DEMOCRATIC VS. REPUBLICAN



FILAM STAR (August 29, 2012)

All the political pundits are equating Mitt Romney’s choice of US Representative Paul Ryan as his vice-presidential running mate to the proverbial flipping of a switch. In this case, it is the flipping of a switch—a political tactic that the Republican nominee for president is well versed in—from running a presidential campaign as a referendum on the administration of Barack Obama to the heated question of which socio-economic ideology is best for America.

Much of Republican and conservative economic ideology espouses the free market, reduced government and taxes, deregulation, the individual over the collective, and an emphasis on balancing the national budget. Some of this ideology’s outstanding figures range from Adam Smith to Ronald Reagan. The Democratic Party favors an ideology that is also centered on the free market and individual freedoms. However, this ideology goes a long way towards associating itself with the welfare state, social progressivism, and an economic philosophy that works hand in hand with the ideas of John Maynard Keynes who famously proposed that an important, although not dominant, role should be reserved for governments in regulating the economy whenever necessary.

I want to link this choice of economic vision to the dichotomy between human nature and human nurture. It is something I have written about before, but this time around I will present it in a somewhat different light.

While my position on this debate can be described as being “left-of-center”, in other words trending towards the Democratic Party’s socio-economic landscape of social fairness and evenhandedness, the mental burden of maintaining this perspective is something that I could have avoided had I tried to push away some of my more conservative views. You see, I do believe in some conservative tenets like personal responsibility, individual liberty, and in a government that knows when to get out of the way. By allowing myself no more than a smidgen of conservatism, I have nevertheless put pressure on my more progressive views. But that doesn’t stop me from defending them against the worst of the conservative onslaught. In today’s national atmosphere of political polarization, this straddling stance either confuses, pleases, or infuriates people depending on where they‘re coming from.

Reserving the right to be critical of both sides, let me proffer that the Republican and Democratic ideologies are set in a human nature/human nurture binary. Essentially speaking, Republicans and conservatives press home their basic understanding that everyone deserves their lot in life whatever it may be; there is no one to credit or blame but yourself if things go right or wrong. If you lost your job due to layoff, you should have been prepared for it. If you lost your house due to foreclosure, you were just too stupid to keep it. If you’re poor, it’s because you’re a bum. No excuses, no scapegoating, no mercy. Sink or swim, that’s the name of the capitalist game. By hitting the loser because he or she is by nature exactly that: a “loser”.

Republicans and conservatives are quite self-righteous about this stark comparison to the progressive elements of American economic philosophy. And yet, an overriding factor in their Social Darwinian socio-economic narrative is that they will not own up to it publicly for fear that the American electorate will refuse to couple their misfortune to their own decisions and actions. Republicans and conservatives could never live down accusations that they were using the people as whipping boys for their economic missteps.

Democrats and liberals have developed a platform that casts the socio-economic debate in sociological terms and across a more inclusive cross-section of American society: the poor, the less well-off section of the middle class, and ethnic minorities. Democrats and liberals light a torch for the idea that people are shaped and informed by social structures, institutions, ideologies. For Democrats and liberals, there isn’t so much a compulsive human nature as there is the immeasurable power of external human nurturing that founds the communion between social forces and an individual’s fate in life. To use a metaphor—the car is to blame, not the driver.

As is the case with so many debates and arguments, the truth lies somewhere in between. But we can’t get there because of today’s considerably depreciated, corrupted, and fractured political environment. As far as the American voter goes, this political pathology has led to a government that is no longer by the people, but a government that is in spite of them.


Leaving out only the pictures, write out all the entries exactly.
*** Input for this task Section Begins ***
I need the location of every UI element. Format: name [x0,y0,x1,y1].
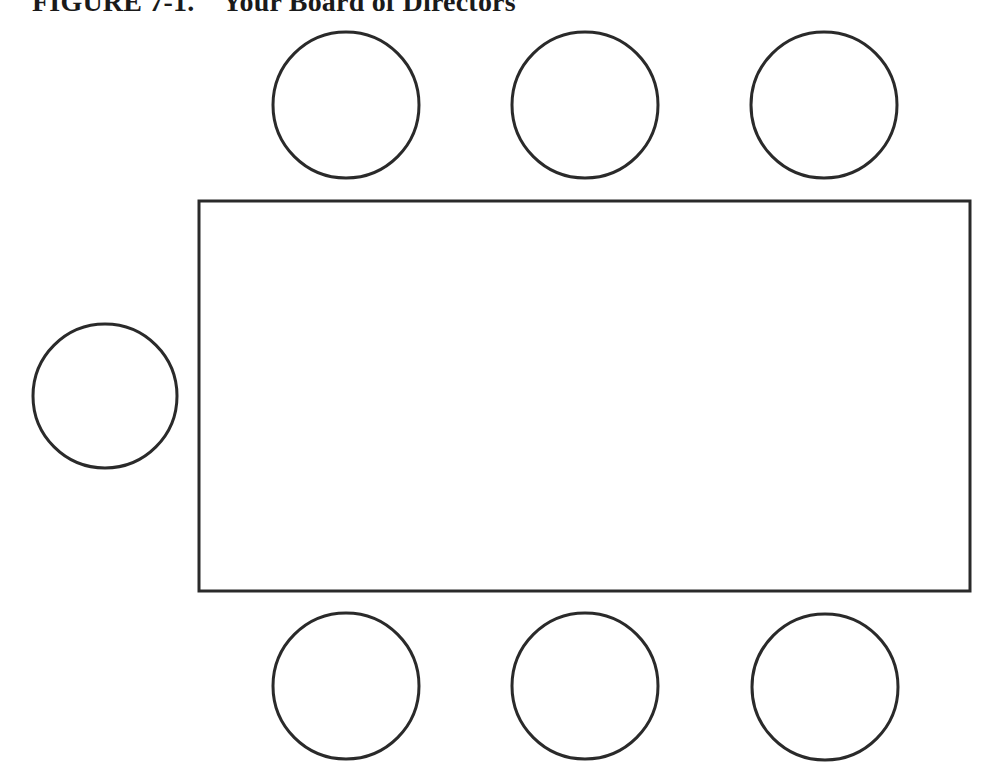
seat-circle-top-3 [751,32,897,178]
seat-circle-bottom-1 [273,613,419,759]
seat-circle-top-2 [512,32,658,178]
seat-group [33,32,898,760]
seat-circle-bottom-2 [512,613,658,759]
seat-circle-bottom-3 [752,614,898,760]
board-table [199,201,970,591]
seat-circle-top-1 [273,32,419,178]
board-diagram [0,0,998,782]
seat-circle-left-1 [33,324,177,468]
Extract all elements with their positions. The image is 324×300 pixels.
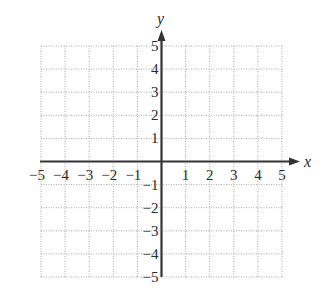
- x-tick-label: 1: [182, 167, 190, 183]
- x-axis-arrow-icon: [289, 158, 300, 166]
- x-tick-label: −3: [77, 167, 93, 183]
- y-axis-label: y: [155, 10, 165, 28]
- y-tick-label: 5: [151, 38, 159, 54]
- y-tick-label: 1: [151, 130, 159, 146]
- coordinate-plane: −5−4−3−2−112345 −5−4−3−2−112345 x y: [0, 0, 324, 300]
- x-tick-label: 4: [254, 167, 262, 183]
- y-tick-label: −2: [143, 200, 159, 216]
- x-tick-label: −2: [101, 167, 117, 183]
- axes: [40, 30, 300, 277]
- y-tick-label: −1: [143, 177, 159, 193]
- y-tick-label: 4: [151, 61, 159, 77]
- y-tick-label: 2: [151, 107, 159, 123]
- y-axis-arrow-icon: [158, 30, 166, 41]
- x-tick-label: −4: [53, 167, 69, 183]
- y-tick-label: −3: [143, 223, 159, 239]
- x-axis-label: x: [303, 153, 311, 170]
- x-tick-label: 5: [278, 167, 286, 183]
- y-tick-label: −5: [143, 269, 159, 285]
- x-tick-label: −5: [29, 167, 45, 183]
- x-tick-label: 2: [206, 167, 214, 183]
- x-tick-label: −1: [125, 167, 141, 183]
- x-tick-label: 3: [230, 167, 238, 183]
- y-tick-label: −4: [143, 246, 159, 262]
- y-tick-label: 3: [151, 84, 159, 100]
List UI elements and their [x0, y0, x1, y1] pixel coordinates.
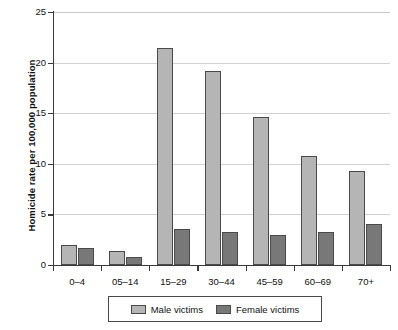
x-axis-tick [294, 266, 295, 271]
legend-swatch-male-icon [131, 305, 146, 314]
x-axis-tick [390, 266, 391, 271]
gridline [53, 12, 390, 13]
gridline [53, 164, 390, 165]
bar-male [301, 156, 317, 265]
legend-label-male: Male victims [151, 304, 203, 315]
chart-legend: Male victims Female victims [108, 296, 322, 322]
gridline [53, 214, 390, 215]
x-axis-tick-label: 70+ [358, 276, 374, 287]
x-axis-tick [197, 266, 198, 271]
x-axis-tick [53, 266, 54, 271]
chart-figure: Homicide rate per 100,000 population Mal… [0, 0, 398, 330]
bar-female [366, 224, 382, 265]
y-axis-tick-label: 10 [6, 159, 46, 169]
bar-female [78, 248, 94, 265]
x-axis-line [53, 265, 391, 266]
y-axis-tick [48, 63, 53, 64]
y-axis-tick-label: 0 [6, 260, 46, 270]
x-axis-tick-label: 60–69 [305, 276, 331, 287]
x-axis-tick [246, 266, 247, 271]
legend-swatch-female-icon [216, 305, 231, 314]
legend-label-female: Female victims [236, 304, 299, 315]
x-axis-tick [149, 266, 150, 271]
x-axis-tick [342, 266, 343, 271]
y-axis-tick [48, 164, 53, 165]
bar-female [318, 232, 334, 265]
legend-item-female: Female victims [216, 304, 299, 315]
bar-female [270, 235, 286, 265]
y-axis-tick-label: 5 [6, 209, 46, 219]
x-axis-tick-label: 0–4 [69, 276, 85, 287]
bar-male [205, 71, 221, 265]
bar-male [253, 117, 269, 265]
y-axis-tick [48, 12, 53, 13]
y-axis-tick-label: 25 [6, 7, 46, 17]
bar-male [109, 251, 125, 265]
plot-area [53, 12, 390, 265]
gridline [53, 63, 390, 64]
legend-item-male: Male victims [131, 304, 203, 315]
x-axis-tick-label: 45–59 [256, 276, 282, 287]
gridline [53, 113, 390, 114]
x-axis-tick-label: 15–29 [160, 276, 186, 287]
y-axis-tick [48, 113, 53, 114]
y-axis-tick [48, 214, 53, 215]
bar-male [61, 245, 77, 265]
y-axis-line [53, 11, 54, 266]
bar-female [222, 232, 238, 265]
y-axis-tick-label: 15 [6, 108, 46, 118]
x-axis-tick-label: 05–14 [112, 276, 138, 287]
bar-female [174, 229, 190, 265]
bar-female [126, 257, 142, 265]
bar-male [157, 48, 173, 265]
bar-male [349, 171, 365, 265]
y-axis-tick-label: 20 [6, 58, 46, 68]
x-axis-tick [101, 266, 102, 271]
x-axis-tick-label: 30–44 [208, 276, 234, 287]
*** Input for this task Section Ends ***
Output for this task:
I need the location of every UI element. Format: name [x0,y0,x1,y1].
seat-circle-top-3 [751,32,897,178]
seat-circle-bottom-1 [273,613,419,759]
seat-circle-top-2 [512,32,658,178]
seat-group [33,32,898,760]
seat-circle-bottom-2 [512,613,658,759]
seat-circle-bottom-3 [752,614,898,760]
board-table [199,201,970,591]
seat-circle-top-1 [273,32,419,178]
board-diagram [0,0,998,782]
seat-circle-left-1 [33,324,177,468]
Extract all elements with their positions. The image is 324×300 pixels.
- x-tick-label: 1: [182, 167, 190, 183]
- x-axis-arrow-icon: [289, 158, 300, 166]
- x-tick-label: −3: [77, 167, 93, 183]
- y-axis-label: y: [155, 10, 165, 28]
- y-tick-label: 5: [151, 38, 159, 54]
- y-tick-label: 1: [151, 130, 159, 146]
- coordinate-plane: −5−4−3−2−112345 −5−4−3−2−112345 x y: [0, 0, 324, 300]
- x-tick-label: 4: [254, 167, 262, 183]
- y-tick-label: −2: [143, 200, 159, 216]
- x-tick-label: −2: [101, 167, 117, 183]
- axes: [40, 30, 300, 277]
- y-tick-label: −1: [143, 177, 159, 193]
- y-tick-label: 4: [151, 61, 159, 77]
- y-tick-label: 2: [151, 107, 159, 123]
- y-axis-arrow-icon: [158, 30, 166, 41]
- x-tick-label: −4: [53, 167, 69, 183]
- y-tick-label: −3: [143, 223, 159, 239]
- x-axis-label: x: [303, 153, 311, 170]
- x-tick-label: 5: [278, 167, 286, 183]
- y-tick-label: −5: [143, 269, 159, 285]
- x-tick-label: −5: [29, 167, 45, 183]
- x-tick-label: 2: [206, 167, 214, 183]
- x-tick-label: −1: [125, 167, 141, 183]
- x-tick-label: 3: [230, 167, 238, 183]
- y-tick-label: −4: [143, 246, 159, 262]
- y-tick-label: 3: [151, 84, 159, 100]
List UI elements and their [x0, y0, x1, y1] pixel coordinates.
x-axis-tick [294, 266, 295, 271]
legend-swatch-male-icon [131, 305, 146, 314]
x-axis-tick [390, 266, 391, 271]
gridline [53, 12, 390, 13]
gridline [53, 164, 390, 165]
bar-male [301, 156, 317, 265]
legend-label-male: Male victims [151, 304, 203, 315]
chart-legend: Male victims Female victims [108, 296, 322, 322]
gridline [53, 214, 390, 215]
x-axis-tick-label: 70+ [358, 276, 374, 287]
x-axis-tick [197, 266, 198, 271]
x-axis-tick [53, 266, 54, 271]
chart-figure: Homicide rate per 100,000 population Mal… [0, 0, 398, 330]
bar-female [366, 224, 382, 265]
y-axis-tick-label: 10 [6, 159, 46, 169]
bar-female [78, 248, 94, 265]
x-axis-line [53, 265, 391, 266]
y-axis-tick [48, 63, 53, 64]
y-axis-tick-label: 0 [6, 260, 46, 270]
x-axis-tick-label: 60–69 [305, 276, 331, 287]
x-axis-tick [246, 266, 247, 271]
legend-swatch-female-icon [216, 305, 231, 314]
legend-label-female: Female victims [236, 304, 299, 315]
x-axis-tick [149, 266, 150, 271]
x-axis-tick [342, 266, 343, 271]
y-axis-tick [48, 164, 53, 165]
bar-female [318, 232, 334, 265]
legend-item-female: Female victims [216, 304, 299, 315]
bar-female [270, 235, 286, 265]
y-axis-tick-label: 5 [6, 209, 46, 219]
x-axis-tick-label: 0–4 [69, 276, 85, 287]
bar-male [205, 71, 221, 265]
bar-male [253, 117, 269, 265]
y-axis-tick [48, 12, 53, 13]
y-axis-tick-label: 25 [6, 7, 46, 17]
bar-male [109, 251, 125, 265]
plot-area [53, 12, 390, 265]
gridline [53, 63, 390, 64]
legend-item-male: Male victims [131, 304, 203, 315]
x-axis-tick-label: 45–59 [256, 276, 282, 287]
gridline [53, 113, 390, 114]
x-axis-tick-label: 15–29 [160, 276, 186, 287]
y-axis-tick [48, 113, 53, 114]
y-axis-tick [48, 214, 53, 215]
bar-male [61, 245, 77, 265]
y-axis-line [53, 11, 54, 266]
bar-female [222, 232, 238, 265]
y-axis-tick-label: 15 [6, 108, 46, 118]
x-axis-tick-label: 05–14 [112, 276, 138, 287]
bar-female [174, 229, 190, 265]
bar-female [126, 257, 142, 265]
bar-male [157, 48, 173, 265]
bar-male [349, 171, 365, 265]
y-axis-tick-label: 20 [6, 58, 46, 68]
x-axis-tick [101, 266, 102, 271]
x-axis-tick-label: 30–44 [208, 276, 234, 287]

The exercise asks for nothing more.